Fighting Bacteria with Viruses (Originally aired May 1, 2017)

Fighting Bacteria with Viruses (Originally aired May 1, 2017)

Top of Mind with Julie Rose - Radio Archive, Episode 676 , Segment 6

Episode: Opioid Crisis, Temple Grandin, Family Access to ICU

  • Nov 7, 2017
  • 18:08 mins

Guest: Julianne Grose, PhD, Associate Professor of Microbiology and Molecular Biology, Brigham Young University Apple and pear orchard growers suffer hundreds of millions of dollars in losses every year because of a disease called fire blight. First oozing cankers develop on the tree branches and leave streaks that darken to look like the branch has been licked by fire.  Infected leaves and blossoms blacken and shrivel, too, like they’ve been burned. The name “fire blight” is apt. Though it’s not caused by extreme heat.

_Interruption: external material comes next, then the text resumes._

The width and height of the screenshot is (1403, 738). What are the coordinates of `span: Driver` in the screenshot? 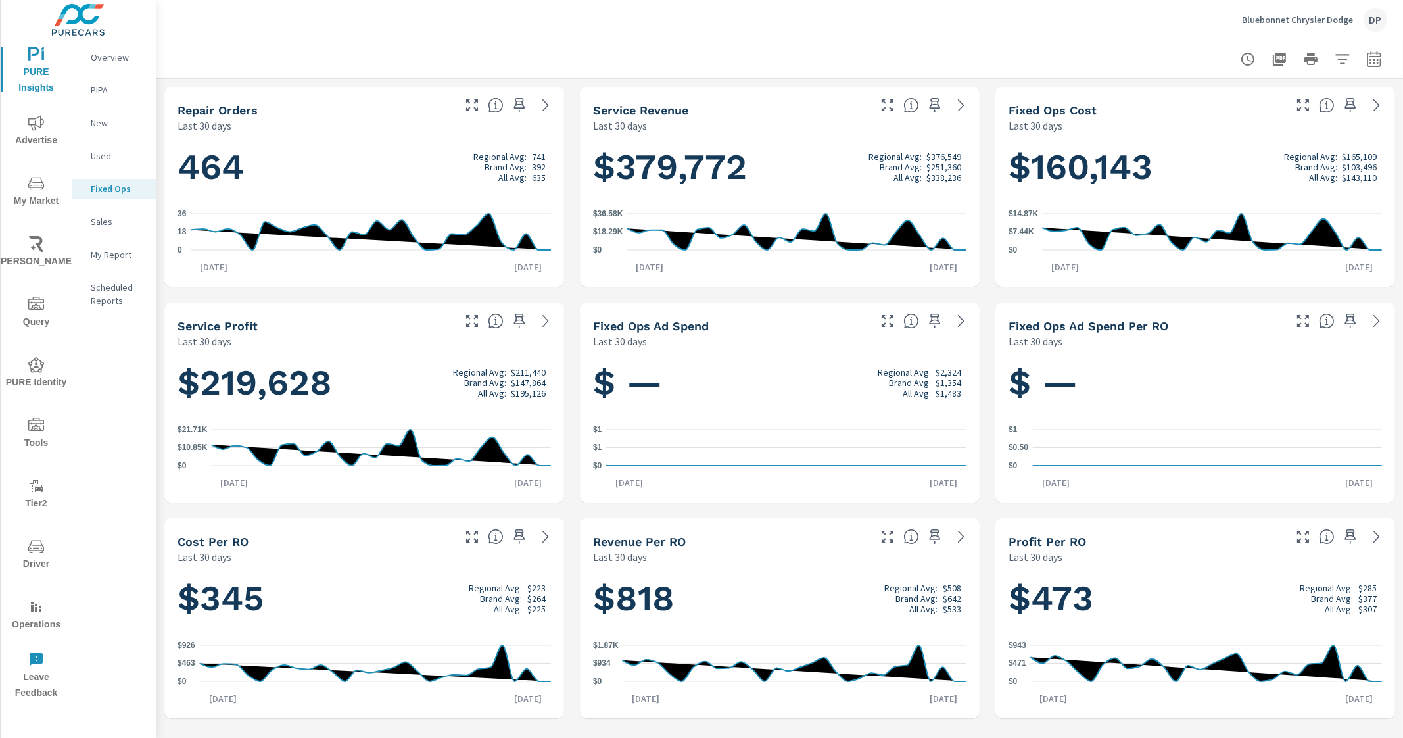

It’s actually caused by bacteria and a BYU microbiologist has developed a new way of treating it using viruses that eat bacteria.

Other Segments

ICU Visiting Hour Restrictions Hurt More Than They Help

17 MINS

Guest: Giora Netzer, MD, Associate Professor of Medicine, Epidemiology, and Public Health, University of Maryland A few years ago, Julie Rose was racing to the hospital to visit her father who was gravely ill in the Intensive Care Unit. But on the way, she got a call from a sibling that visiting hours had just ended for the day. She’d missed the window. And, as it turned out, she’d missed the chance to see her father conscious for the last time. He passed the next day. There’s a nationwide movement to loosen visitor restrictions in critical care hospital settings. Advocates for giving a patient’s family open access to the ICU say it improves things for both the patient and the family. Not all intensive care nurses or hospital administrators agree, however.

Guest: Giora Netzer, MD, Associate Professor of Medicine, Epidemiology, and Public Health, University of Maryland A few years ago, Julie Rose was racing to the hospital to visit her father who was gravely ill in the Intensive Care Unit. But on the way, she got a call from a sibling that visiting hours had just ended for the day. She’d missed the window. And, as it turned out, she’d missed the chance to see her father conscious for the last time. He passed the next day. There’s a nationwide movement to loosen visitor restrictions in critical care hospital settings. Advocates for giving a patient’s family open access to the ICU say it improves things for both the patient and the family. Not all intensive care nurses or hospital administrators agree, however.